We'll have just a soma and a process.
Then we can have the pseudo unipolar, which you've already
had, but we'll put it in for completion's sake.
Pseudo unipolar.
And it will be found in the dorsal root ganglia.
You'll see later that that's your spinal ganglia.
The dorsal root ganglion.
And that, as we showed previously,
you'll have two processes, but one's stem to the cell,
to the soma, so we come up with a single cell.
We had a peripheral process.
Why don't we just call it a dendrite,
because it's myelinated.
So this is a rare exception, this peripheral process
is myelinated, though it serves the function of a dendrite
by bringing the information into the soma.
And we call a process that's on its way
to the CNS a central process.
Then we have bipolar cells.
Bipolar, which just tells you then we're
going to have two processes.
A single soma.
So here, we'll have a dendrite and an axon
taking the impulse away.
Taking the impulse in.
Where do we find bipolar cells?
We'll find them in the retina, in your eye.
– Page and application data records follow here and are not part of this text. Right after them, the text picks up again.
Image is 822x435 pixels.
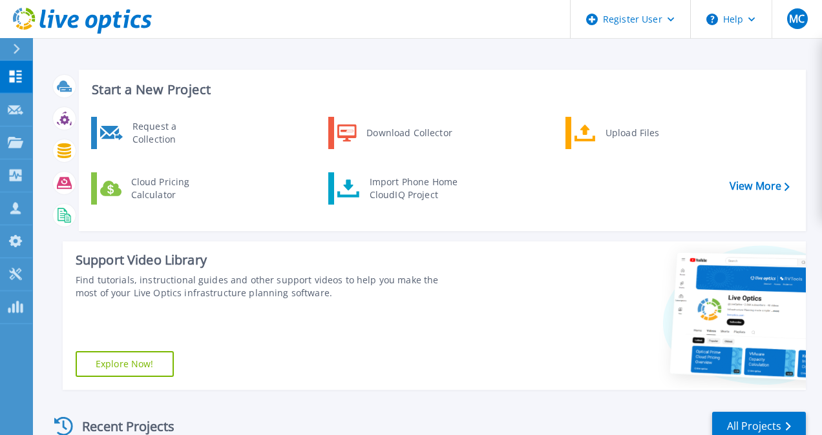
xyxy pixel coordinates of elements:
h3: Start a New Project [92,83,789,97]
div: Request a Collection [126,120,220,146]
div: Support Video Library [76,252,462,269]
a: Request a Collection [91,117,223,149]
a: Download Collector [328,117,461,149]
div: Upload Files [599,120,694,146]
div: Find tutorials, instructional guides and other support videos to help you make the most of your L... [76,274,462,300]
div: Download Collector [360,120,457,146]
a: Upload Files [565,117,698,149]
a: Cloud Pricing Calculator [91,172,223,205]
div: Import Phone Home CloudIQ Project [363,176,464,202]
a: View More [729,180,789,192]
div: Cloud Pricing Calculator [125,176,220,202]
span: MC [789,14,804,24]
a: Explore Now! [76,351,174,377]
Guess Eye receptor, your retina.
We've already had one group of them.
We had them in the olfactory epithelium.
So a bipolar cell in the olfactory, the olfactory nerve.
And we'll find them in the auditory ganglion.
Auditory ganglion.
And then, by far, the most of the nerve cells
will be multipolar So multipolar is the most numerous.
So you only have, really, two in the adult
to worry about, bipolar, pseudo unipolar,
and then everything else is multipolar.
Example, we'll give the anterior horn cell again.
It's got its many poles.
Anterior horn cell.
We'll use all of these as we're developing the functional
aspects of the nervous system.
So we're just gathering up our building blocks.
Now then, we have our functional classification, again
very simplistic, but basic to get us started.
We'll have motor.
We'll have sensory.
And what's the third?
Interneuron, yes.
The interneuron.
So example of a motor cell, we'll keep using it
because I hope 10 years from now, you'll remember,
the anterior horn cell.
It's a motor cell.
It's what's allowing me to write on the blackboard.
The anterior horn cell.
Then the spinal cord.
Sensory, example of sensory.
Once again, I'll use the same one.
Your dorsal root ganglion.
Everything coming into your spinal cord
passes through the dorsal root ganglion.
These are also called spinal ganglia, collectively.
And then we have the interneuron.
So most neurons are interneurons.
They will connect the motor and the sensory.
So let's just say they're between motor and sensory.
Sensory will be bringing things into the CNS,
and then it goes over to interneurons
until you want a function, and then
the motor will take it out and carry out the function.
So then we have chemical classification.
And there are so many chemicals associated
with the nervous system now, we can't
begin to take a couple of hours to give them to you.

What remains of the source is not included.